The Sinners
The Sinners is a messy blend of gothic teen-thriller and slasher horror that bites off more than it can chew with a convoluted plot and a cringe-worthy narrator.
The Sinners is a messy blend of gothic teen-thriller and slasher horror that bites off more than it can chew with a convoluted plot and a cringe-worthy narrator.
By: Jolie Featherstone With the stately air and solid bones of a 1940s crime drama, The Last Vermeer is a respectable debut feature film from Dan Friedkin, a former stunt pilot and producer.
Over the course of its direct-to-video sequels, the Wrong Turn franchise has built an impressive cult following; starting with the fun 2003 original that gave viewers a surprising amount of thrills and kills. But, it also fell back on a genre stereotype that even Wrong Turn fans have deemed rote – mangy country folk will always be portrayed as villains. With 2021’s Wrong Turn, in an attempt to breathe life intro this outdated trope, director Mike…
Written by Justin Benson and directed by Benson and Aaron Moorhead, Synchronic is the filmmakers’ follow-up to 2017’s The Endless and boasts the same brand of trippy, time-travelling science fiction.
I can’t endorse Paradise Cove, but I also wouldn’t stop you from watching this trashy thriller about a homeless former model terrorizing a couple of homeowners who are new to the neighbourhood. Before the film becomes unforgivably dumb, it’s a shameless guilty pleasure.
When you watch Barb and Star Go to Vista Del Mar, a new buddy comedy written and starring Kristen Wiig and Annie Mumolo, you start associating other movies with it. “This is Kristen Wiig’s Austin Powers”, “This is Kristen Wiig and Annie Mumolo’s take on A Night at the Roxbury”, “In fact, this is the best Saturday Night Live movie that never was an SNL skit in the first place!”. The viewer does this because…
Rose Glass’ long-awaited feature-length debut Saint Maud has been billed as a horror, but it’s more of a melancholic character piece that analyzes the psychological turmoil a devout follower could experience….that works way too hard to be textbook horror.

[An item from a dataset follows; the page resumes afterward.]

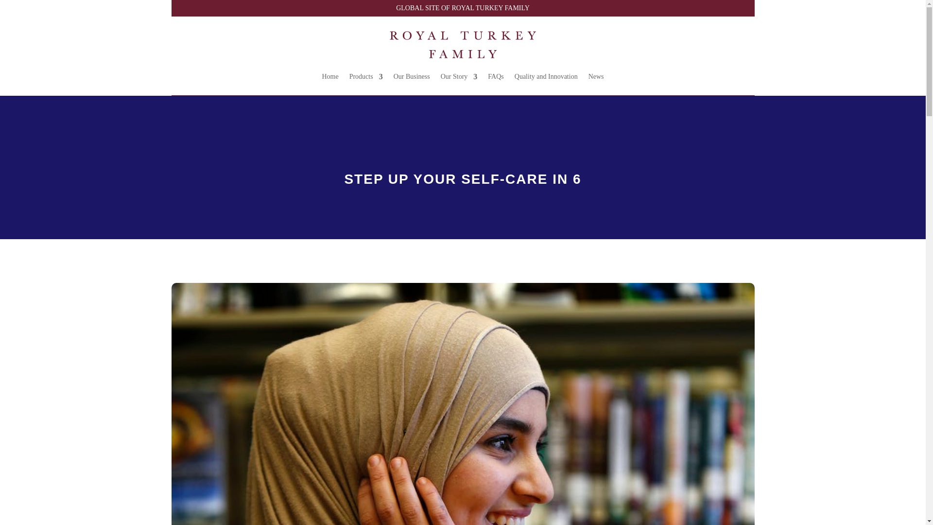 The width and height of the screenshot is (933, 525). I want to click on News, so click(596, 76).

By: Trevor Chartrand Director Fredric Golding takes a look at climate change with Meltdown, a documentary that focuses on the decline of melting glaciers in Greenland, the world’s ‘ground zero’ for evidence of climate change. The film features an odd-couple collaboration between Yale Science professor Tony Leiserowitz and renowned photographer Lynn Davis – two vastly different personalities with a shared interest in raising Global Warming awareness.